Department of Clinical and Experimental Epilepsy, Institute of Neurology, University College London, London, United Kingdom.
Victor Horsley Department of Neurosurgery, The National Hospital for Neurology and Neurosurgery, Queen Square, London, United Kingdom.
PLoS One. 2023 Jun 1;18(6):e0286485. doi: 10.1371/journal.pone.0286485. eCollection 2023.
Cerebral vasospasm following aneurysmal subarachnoid hemorrhage (aSAH) is a significant complication associated with poor neurological outcomes. We present a novel, semi-automated pipeline, implemented in the open-source medical imaging analysis software ITK-SNAP, to segment subarachnoid blood volume from initial CT head (CTH) scans and use this to predict future radiological vasospasm.
42 patients were admitted between February 2020 and December 2021 to our tertiary neurosciences center, and whose initial referral CTH scan was used for this retrospective cohort study. Blood load was segmented using a semi-automated random forest classifier and active contour evolution implemented in ITK-SNAP. Clinical data were extracted from electronic healthcare records in order to fit models aimed at predicting radiological vasospasm risk.
Semi-automated segmentations demonstrated excellent agreement with manual, expert-derived volumes (mean Dice coefficient = 0.92). Total normalized blood volume, extracted from CTH images at first presentation, was significantly associated with greater odds of later radiological vasospasm, increasing by approximately 7% for each additional cm3 of blood (OR = 1.069, 95% CI: 1.021-1.120; p < .005). Greater blood volume was also significantly associated with vasospasm of a higher Lindegaard ratio, of longer duration, and a greater number of discrete episodes. Total blood volume predicted radiological vasospasm with a greater accuracy as compared to the modified Fisher scale (AUC = 0.86 vs 0.70), and was of independent predictive value.
Semi-automated methods provide a plausible pipeline for the segmentation of blood from CT head images in aSAH, and total blood volume is a robust, extendable predictor of radiological vasospasm, outperforming the modified Fisher scale. Greater subarachnoid blood volume significantly increases the odds of subsequent vasospasm, its time course and its severity.
脑动脉瘤性蛛网膜下腔出血(aSAH)后的血管痉挛是一种与不良神经预后相关的严重并发症。我们提出了一种新的、半自动的管道,该管道在开源医学影像分析软件 ITK-SNAP 中实现,用于从初始 CT 头部(CTH)扫描中分割蛛网膜下腔血液量,并使用该方法预测未来的放射学血管痉挛。
2020 年 2 月至 2021 年 12 月期间,我们的三级神经科学中心收治了 42 名患者,回顾性队列研究使用了他们的初始转诊 CTH 扫描。使用 ITK-SNAP 中的半自动随机森林分类器和主动轮廓演化对血液负荷进行分割。从电子医疗记录中提取临床数据,以拟合旨在预测放射学血管痉挛风险的模型。
半自动分割与手动、专家衍生的体积具有极好的一致性(平均骰子系数=0.92)。首次就诊时从 CTH 图像中提取的总归一化血液量与放射学血管痉挛的可能性显著相关,每增加 1cm3 的血液,发生血管痉挛的几率大约增加 7%(OR=1.069,95%CI:1.021-1.120;p<0.005)。更大的血量也与更高的林德加德比率、更长的持续时间和更多的离散发作的血管痉挛显著相关。与改良费希尔量表相比,总血量对放射学血管痉挛的预测具有更高的准确性(AUC=0.86 与 0.70),并且具有独立的预测价值。
半自动方法为 aSAH 的 CT 头部图像中的血液分割提供了一种可行的管道,总血量是放射学血管痉挛的一个强大、可扩展的预测因子,优于改良费希尔量表。更大的蛛网膜下腔血量显著增加了随后发生血管痉挛的几率、其时间过程和严重程度。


### PROBLEM
Output a character-exact copy of the data, images removed.

** Opening DATASET CONTENT block **

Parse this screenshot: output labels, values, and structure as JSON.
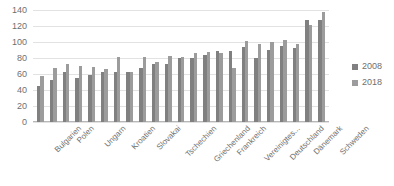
{
  "chart_data": {
    "type": "bar",
    "title": "",
    "xlabel": "",
    "ylabel": "",
    "ylim": [
      0,
      140
    ],
    "yticks": [
      0,
      20,
      40,
      60,
      80,
      100,
      120,
      140
    ],
    "grid": true,
    "legend_position": "right",
    "categories": [
      "Bulgarien",
      "Rumänien",
      "Polen",
      "Litauen",
      "Ungarn",
      "Lettland",
      "Kroatien",
      "Estland",
      "Slovakei",
      "Portugal",
      "Tschechien",
      "Spanien",
      "Griechenland",
      "Italien",
      "Frankreich",
      "Belgien",
      "Vereinigtes...",
      "Österreich",
      "Deutschland",
      "Finnland",
      "Dänemark",
      "Niederlande",
      "Schweden"
    ],
    "axis_labels_shown": [
      "Bulgarien",
      "Polen",
      "Ungarn",
      "Kroatien",
      "Slovakai",
      "Tschechien",
      "Griechenland",
      "Frankreich",
      "Vereinigtes...",
      "Deutschland",
      "Dänemark",
      "Schweden"
    ],
    "series": [
      {
        "name": "2008",
        "color": "#808080",
        "values": [
          45,
          52,
          63,
          55,
          59,
          62,
          62,
          62,
          68,
          72,
          72,
          80,
          80,
          84,
          89,
          89,
          94,
          80,
          90,
          95,
          93,
          128,
          128
        ]
      },
      {
        "name": "2018",
        "color": "#9c9c9c",
        "values": [
          57,
          68,
          72,
          70,
          69,
          66,
          81,
          62,
          81,
          75,
          82,
          81,
          86,
          87,
          86,
          68,
          101,
          98,
          100,
          103,
          97,
          121,
          138
        ]
      }
    ]
  },
  "legend": {
    "items": [
      {
        "label": "2008"
      },
      {
        "label": "2018"
      }
    ]
  }
}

** Closing DATASET CONTENT block **

### RESPONSE AREA
Parse this screenshot: output labels, values, and structure as JSON.
{
  "chart_data": {
    "type": "bar",
    "title": "",
    "xlabel": "",
    "ylabel": "",
    "ylim": [
      0,
      140
    ],
    "yticks": [
      0,
      20,
      40,
      60,
      80,
      100,
      120,
      140
    ],
    "grid": true,
    "legend_position": "right",
    "categories": [
      "Bulgarien",
      "Rumänien",
      "Polen",
      "Litauen",
      "Ungarn",
      "Lettland",
      "Kroatien",
      "Estland",
      "Slovakei",
      "Portugal",
      "Tschechien",
      "Spanien",
      "Griechenland",
      "Italien",
      "Frankreich",
      "Belgien",
      "Vereinigtes...",
      "Österreich",
      "Deutschland",
      "Finnland",
      "Dänemark",
      "Niederlande",
      "Schweden"
    ],
    "axis_labels_shown": [
      "Bulgarien",
      "Polen",
      "Ungarn",
      "Kroatien",
      "Slovakai",
      "Tschechien",
      "Griechenland",
      "Frankreich",
      "Vereinigtes...",
      "Deutschland",
      "Dänemark",
      "Schweden"
    ],
    "series": [
      {
        "name": "2008",
        "color": "#808080",
        "values": [
          45,
          52,
          63,
          55,
          59,
          62,
          62,
          62,
          68,
          72,
          72,
          80,
          80,
          84,
          89,
          89,
          94,
          80,
          90,
          95,
          93,
          128,
          128
        ]
      },
      {
        "name": "2018",
        "color": "#9c9c9c",
        "values": [
          57,
          68,
          72,
          70,
          69,
          66,
          81,
          62,
          81,
          75,
          82,
          81,
          86,
          87,
          86,
          68,
          101,
          98,
          100,
          103,
          97,
          121,
          138
        ]
      }
    ]
  },
  "legend": {
    "items": [
      {
        "label": "2008"
      },
      {
        "label": "2018"
      }
    ]
  }
}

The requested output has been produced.